Hire for Fit, Train for Skill

Posted By: Bill Padnos News, Industry, NFFS, Workforce Development,


Hire for Fit, Train for Skill:
Building a High-Performance Team Utilizing the Best Athlete Profile

In today’s competitive labor market, especially in the skilled trades, the pressure to find top-tier talent is greater than ever. Yet, many companies are discovering that traditional methods of hiring based strictly on skillsets are failing to build sustainable, high-performing teams. What’s working instead? Hiring for fit and training for skill, a philosophy that prioritizes mindset, attitude, and cultural alignment over perfect resumes.

To bring this philosophy to life, manufacturing companies involved in the Talent Pipeline Program are utilizing the Best Athlete Profile (BAP) tool which aligns internal and external recruiters around a unified standard of what makes a great hire.

What is the Best Athlete Profile?

The Best Athlete Profile is more than a checklist, it’s a strategic framework that defines the ideal characteristics, behaviors, and motivations of a high-potential employee within your organization. This includes traits like:Stats Prove Student-Athlete College Grads Make the Best Employees. 

  • Curiosity and a willingness to learn
  • Reliability and accountability
  • Strong communication skills
  • Team-oriented mindset
  • Alignment with company values

Rather than focusing solely on hard skills, the BAP helps teams evaluate whether a candidate has the capacity and desire to grow into the role, and into your company culture.

Why Fit Over Skill?

Skills can be taught. Culture, work ethic, and attitude, those are much harder to change. By focusing first on “fit,” your team can tap into a wider and more diverse pool of candidates who may not check every box on the job description but have the raw ingredients to thrive with the right training.

Hiring for fit also drives:

  • Lower turnover
  • Higher employee engagement
  • Stronger team cohesion
  • Faster ramp-up with training programs

Turning Your Team into Talent Scouts

The Best Athlete Profile becomes a game-changer when it’s rolled out across your organization as part of an internal recruiting network. This model can empower everyone at your foundry, especially supervisors, managers, and HR reps, to act as “recruiters” who are trained to:

  • Spot potential in everyday interactions with candidates, community contacts, and even family members and friends
  • Quickly screen for alignment with the BAP in casual conversations or formal interviews
  • Redirect ‘no fit’ candidates into other potential roles or talent development pathways
  • Guide qualified candidates through a consistent and informed hiring process

By equipping your internal recruiters with the BAP tool and a shared language around what “great talent” looks like, you create a scalable, grassroots recruiting engine.

Training the Recruiters: Alignment is Key

For this system to work, your internal recruiters must have a clear and consistent understanding of the hiring process. This includes:

  • How to introduce the organization to candidates in an authentic, compelling way
  • How to use the BAP as a filtering tool during informal conversations or first interviews
  • How to handle candidate referrals, tracking, follow-up, and accountability
  • How to prepare candidates with realistic expectations about the job, training, and growth opportunities

This internal alignment ensures that candidates move through the pipeline informed, excited, and prepared, not confused or discouraged.

Real-World Example: A Foundry Case Study

Imagine a non-ferrous foundry looking to grow its workforce. Instead of relying solely on job boards, they equip their supervisors and team leads with a BAP tailored to the foundry environment: strong work ethic, attention to detail, mechanical curiosity, and reliability.

The foundry attends community events, exhibits at job fairs, shops at retail stores where trained staff can engage with potential employees using the BAP lens. A curious high school senior asks questions about the casting process? That’s a “fit.” A recent military veteran expresses interest in long-term career growth? “Fit.”  A local resident drops by just looking for immediate income but shows no interest in the work itself? That’s likely a “no fit,” but maybe a short-term contract candidate.

By standardizing this approach across all touchpoints, the foundry creates a steady stream of well-vetted candidates who may not arrive fully trained, but arrive fully ready to grow.

Final Thoughts: Build a Team, Not Just a Workforce

Hiring for skill fills jobs. Hiring for fit builds teams. The Best Athlete Profile is the tool that lets you do both, with a long-game mindset and a collaborative, internal approach to recruitment.

By combining the power of aligned internal recruiters with a unified standard of “fit,” organizations can unlock a smarter, more human-centered approach to talent acquisition, and transform hiring from a pain point into a strategic advantage.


Leaving out the images, please output every entry exactly as it appears.

→ **GIVEN DATA**
--

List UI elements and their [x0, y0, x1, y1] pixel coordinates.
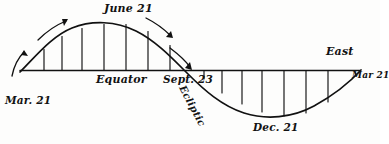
label-east: East — [326, 46, 354, 57]
hatch-group-upper — [44, 25, 170, 71]
label-march-equinox-right: Mar 21 — [352, 71, 389, 80]
arrow-head — [185, 62, 192, 70]
label-march-equinox-left: Mar. 21 — [5, 95, 51, 106]
arrow-head — [21, 50, 28, 56]
label-equator: Equator — [96, 74, 147, 85]
label-september-equinox: Sept. 23 — [163, 74, 213, 85]
label-december-solstice: Dec. 21 — [253, 122, 299, 133]
label-june-solstice: June 21 — [104, 3, 153, 14]
arrow-descending-upper — [146, 18, 173, 38]
arrow-ascending-upper — [38, 19, 68, 40]
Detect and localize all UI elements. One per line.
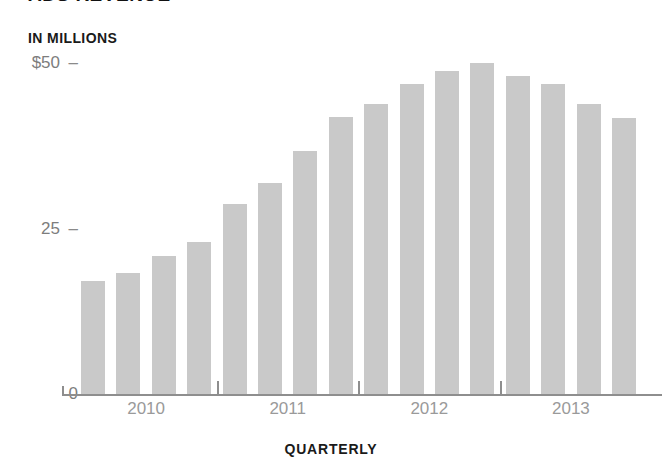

--

→ **ANSWER SECTION**
List UI elements and their [x0, y0, x1, y1] pixel coordinates.
label-east: East — [326, 46, 354, 57]
hatch-group-upper — [44, 25, 170, 71]
label-march-equinox-right: Mar 21 — [352, 71, 389, 80]
arrow-head — [185, 62, 192, 70]
label-march-equinox-left: Mar. 21 — [5, 95, 51, 106]
arrow-head — [21, 50, 28, 56]
label-equator: Equator — [96, 74, 147, 85]
label-september-equinox: Sept. 23 — [163, 74, 213, 85]
label-december-solstice: Dec. 21 — [253, 122, 299, 133]
label-june-solstice: June 21 — [104, 3, 153, 14]
arrow-descending-upper — [146, 18, 173, 38]
arrow-ascending-upper — [38, 19, 68, 40]
Detect and localize all UI elements. One per line.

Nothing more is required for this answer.